Tending the Flame
Great advancements in science have rendered things previously thought impossible well within our reach. Artificial intelligence can write essays in seconds. News from across the globe travels instantly to our phones. Nations possess technologies capable of defending—or devastating—millions. We have mastered the art of transmitting information. But it is less clear that

By Eliza Bellones
By Eliza Bellones
Great advancements in science have rendered things previously thought impossible well within our reach. Artificial intelligence can write essays in seconds. News from across the globe travels instantly to our phones. Nations possess technologies capable of defending—or devastating—millions. We have mastered the art of transmitting information. But it is less clear that we have mastered the discipline of understanding one another. More than sixty years ago, in 1963, during the height of the Vietnam War and deep within the tensions of the Cold War, my grandmother saw this danger coming. Long before algorithms curated our opinions and artificial intelligence complicated questions of ethics and truth, she wrote an article urging teachers to emphasize human relations in the classroom. While the world debated military power, she focused on something far quieter: how children greet one another in the morning.
“It is not enough for the teacher to teach her class plain facts about Russia, England, or other countries and its people,” she wrote. “She must instill in the pupils a sincere interest in and concern for other people. She must develop an unselfish appreciation of the contributors of other countries to the good life and to the peace of the world.” Her words were written at a time when fear of other nations was palpable, when suspicion colored public discourse, and when war filled the headlines. Yet she did not argue for more patriotic fervor or stricter discipline. She argued for empathy. Amidst today’s seemingly unending war and conflict, her words feel not outdated, but prophetic. She warned that teaching “plain facts” about other nations was not enough. Facts describe the world; they do not necessarily humanize it. Without a sincere interest in others, without an unselfish appreciation of their contributions, knowledge can coexist with indifference. Or worse, with hostility.
My grandmother was a social studies teacher and guidance counselor. She understood that classrooms are not merely spaces for academic instruction; they are training grounds for citizenship and character. In her article, she described seemingly mundane habits: watering plants, greeting teachers with a simple “good morning,” showing courtesy to classmates. To some, these gestures might appear trivial. To her, they were foundational. They cultivated attentiveness, responsibility, and respect. They taught students, in small daily ways, that they belonged to a shared human community. Reading her words now, I realize they were never simply an argument about education. They were an expression of who she was.
When my grandmother passed away last week, I felt the abrupt stillness that follows the loss of someone who has long been a steady presence in your life. Grief arrived sharply—the awareness that her voice, her laughter, her love would no longer fill a room. But when I revisited her article, I realized that her voice had never been confined to a room. It had been planted, like a seed, in the lives of her students and her family. As a guidance counselor, she listened to students navigating uncertainty. As a teacher, she encouraged curiosity about cultures beyond one’s own. As a faithful Catholic, she lived out the call to love one’s neighbor without exception. As a mother and grandmother, she modeled patience, generosity, and unwavering belief in the goodness of others. The philosophy she articulated in 1963 was not an abstract theory. It was the way she lived.
Her article concluded with these words: “Such is the power of trust and faith. Like a seed or a candle flame it can breed much goodness, much good fruit if it is well tended. With other lights, a single flame can brighten the deepest darkness.” In an age captivated by technological brilliance, it is tempting to believe that our greatest power lies in innovation. Yet my grandmother believed the most transformative force was empathy. A seed does not announce its growth; it pushes quietly through the soil. A flame does not banish darkness through force; it does so simply by existing, and by being shared. Perhaps that is the legacy she leaves behind. Not a grand monument or a headline, but a light passed carefully from one person to another. In her classroom and in her family, she tended small flames—habits of kindness, curiosity about other cultures, simple greetings that acknowledged another person’s dignity. Over time, those small acts accumulated into something larger: a lived commitment to peace.
As we navigate a world increasingly shaped by global tension, my grandmother’s message remains startlingly relevant. Progress cannot be measured solely by what we invent or how efficiently we share information. It must also be measured by how sincerely we care for one another. Sixty-two years ago, amid the turmoil of war, my grandmother chose to write about compassion. Today, in a different but equally turbulent era, her words endure as both reminder and challenge. If a single flame, well tended, can brighten the deepest darkness, then perhaps the task before us is not merely to create greater fires, but to guard more carefully the fragile, human light we already possess.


EXERCISE
Find every line of the records that has "Baltics" and return it.

DATA SHOWN
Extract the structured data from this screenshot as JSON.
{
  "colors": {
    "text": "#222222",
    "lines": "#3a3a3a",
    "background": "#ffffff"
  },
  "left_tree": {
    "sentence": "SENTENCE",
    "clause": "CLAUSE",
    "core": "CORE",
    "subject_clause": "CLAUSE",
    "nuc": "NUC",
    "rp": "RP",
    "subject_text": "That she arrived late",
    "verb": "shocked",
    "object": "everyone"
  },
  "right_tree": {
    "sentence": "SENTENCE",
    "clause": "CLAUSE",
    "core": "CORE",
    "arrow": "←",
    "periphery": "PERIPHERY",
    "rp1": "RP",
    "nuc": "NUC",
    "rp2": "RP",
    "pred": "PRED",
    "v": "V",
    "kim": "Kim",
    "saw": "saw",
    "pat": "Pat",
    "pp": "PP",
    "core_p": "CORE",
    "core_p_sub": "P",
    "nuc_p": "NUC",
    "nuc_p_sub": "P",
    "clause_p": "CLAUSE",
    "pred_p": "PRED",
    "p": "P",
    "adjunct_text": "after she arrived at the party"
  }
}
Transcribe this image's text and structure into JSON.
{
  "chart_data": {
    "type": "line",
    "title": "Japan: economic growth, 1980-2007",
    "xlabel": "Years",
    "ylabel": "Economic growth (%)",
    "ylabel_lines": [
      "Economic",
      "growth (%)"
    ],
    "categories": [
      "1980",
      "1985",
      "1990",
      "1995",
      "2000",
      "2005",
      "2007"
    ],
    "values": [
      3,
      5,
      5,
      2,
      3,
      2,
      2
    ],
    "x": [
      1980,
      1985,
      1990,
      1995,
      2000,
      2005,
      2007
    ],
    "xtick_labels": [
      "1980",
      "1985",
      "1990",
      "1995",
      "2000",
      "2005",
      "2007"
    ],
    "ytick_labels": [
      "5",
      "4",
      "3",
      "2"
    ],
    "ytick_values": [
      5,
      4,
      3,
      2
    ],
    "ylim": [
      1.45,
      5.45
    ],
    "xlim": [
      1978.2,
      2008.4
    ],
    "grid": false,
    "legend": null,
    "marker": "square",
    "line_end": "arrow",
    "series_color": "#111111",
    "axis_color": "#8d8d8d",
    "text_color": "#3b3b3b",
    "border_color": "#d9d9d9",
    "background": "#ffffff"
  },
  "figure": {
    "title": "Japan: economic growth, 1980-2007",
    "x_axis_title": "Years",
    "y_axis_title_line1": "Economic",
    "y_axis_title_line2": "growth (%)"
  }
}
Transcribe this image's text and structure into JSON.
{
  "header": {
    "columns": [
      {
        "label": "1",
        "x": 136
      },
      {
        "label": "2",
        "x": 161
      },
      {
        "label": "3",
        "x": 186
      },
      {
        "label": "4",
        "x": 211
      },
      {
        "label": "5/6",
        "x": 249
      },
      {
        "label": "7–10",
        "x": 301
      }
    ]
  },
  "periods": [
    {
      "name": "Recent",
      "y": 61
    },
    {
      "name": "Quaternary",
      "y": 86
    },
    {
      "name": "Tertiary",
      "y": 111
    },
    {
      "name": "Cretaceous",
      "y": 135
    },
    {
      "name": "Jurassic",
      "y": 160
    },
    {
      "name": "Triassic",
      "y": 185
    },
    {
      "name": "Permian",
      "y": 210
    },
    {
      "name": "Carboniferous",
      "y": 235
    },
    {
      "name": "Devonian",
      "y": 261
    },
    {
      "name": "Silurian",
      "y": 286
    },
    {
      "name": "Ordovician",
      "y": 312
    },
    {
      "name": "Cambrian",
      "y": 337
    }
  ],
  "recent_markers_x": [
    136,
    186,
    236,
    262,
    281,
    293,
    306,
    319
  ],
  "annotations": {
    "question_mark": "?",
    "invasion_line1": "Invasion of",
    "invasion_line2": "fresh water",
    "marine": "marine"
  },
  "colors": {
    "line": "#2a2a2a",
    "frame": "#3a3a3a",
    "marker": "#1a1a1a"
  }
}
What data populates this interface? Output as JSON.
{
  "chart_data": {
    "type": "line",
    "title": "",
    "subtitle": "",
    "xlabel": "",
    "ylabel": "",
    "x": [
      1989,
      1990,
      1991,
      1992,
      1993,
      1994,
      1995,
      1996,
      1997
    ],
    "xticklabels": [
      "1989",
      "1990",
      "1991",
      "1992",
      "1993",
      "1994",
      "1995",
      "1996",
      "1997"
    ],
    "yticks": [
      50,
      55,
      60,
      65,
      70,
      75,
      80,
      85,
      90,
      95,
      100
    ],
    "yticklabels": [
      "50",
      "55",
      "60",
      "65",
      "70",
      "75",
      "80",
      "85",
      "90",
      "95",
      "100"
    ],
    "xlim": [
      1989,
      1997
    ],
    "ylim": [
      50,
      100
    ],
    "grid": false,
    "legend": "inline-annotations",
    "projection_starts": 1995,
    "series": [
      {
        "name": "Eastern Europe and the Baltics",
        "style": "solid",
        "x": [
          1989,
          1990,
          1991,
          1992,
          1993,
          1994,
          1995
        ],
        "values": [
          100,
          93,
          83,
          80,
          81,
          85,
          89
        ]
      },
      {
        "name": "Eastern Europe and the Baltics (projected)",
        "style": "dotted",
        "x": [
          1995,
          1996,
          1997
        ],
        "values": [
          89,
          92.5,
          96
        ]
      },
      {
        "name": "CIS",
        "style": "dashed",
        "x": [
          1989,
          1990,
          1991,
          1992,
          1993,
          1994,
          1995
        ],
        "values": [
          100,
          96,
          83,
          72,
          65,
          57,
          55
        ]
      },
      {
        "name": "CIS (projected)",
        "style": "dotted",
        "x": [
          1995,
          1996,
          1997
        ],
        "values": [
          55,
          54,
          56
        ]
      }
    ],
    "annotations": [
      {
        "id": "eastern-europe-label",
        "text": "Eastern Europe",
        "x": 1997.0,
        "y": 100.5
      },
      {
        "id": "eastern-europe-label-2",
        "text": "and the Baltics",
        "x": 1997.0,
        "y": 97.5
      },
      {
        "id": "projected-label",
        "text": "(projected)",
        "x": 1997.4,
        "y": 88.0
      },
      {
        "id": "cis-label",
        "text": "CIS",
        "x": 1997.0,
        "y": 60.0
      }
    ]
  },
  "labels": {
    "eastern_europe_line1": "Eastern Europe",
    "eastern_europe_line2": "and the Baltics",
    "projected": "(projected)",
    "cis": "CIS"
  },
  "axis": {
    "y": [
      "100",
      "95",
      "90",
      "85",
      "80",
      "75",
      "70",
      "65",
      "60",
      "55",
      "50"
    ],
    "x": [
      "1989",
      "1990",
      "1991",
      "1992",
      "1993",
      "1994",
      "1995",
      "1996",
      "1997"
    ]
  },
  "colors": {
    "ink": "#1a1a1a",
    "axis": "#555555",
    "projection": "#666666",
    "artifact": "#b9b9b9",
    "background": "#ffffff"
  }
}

SOLUTION BELOW
        "name": "Eastern Europe and the Baltics",
        "name": "Eastern Europe and the Baltics (projected)",
        "text": "and the Baltics",
    "eastern_europe_line2": "and the Baltics",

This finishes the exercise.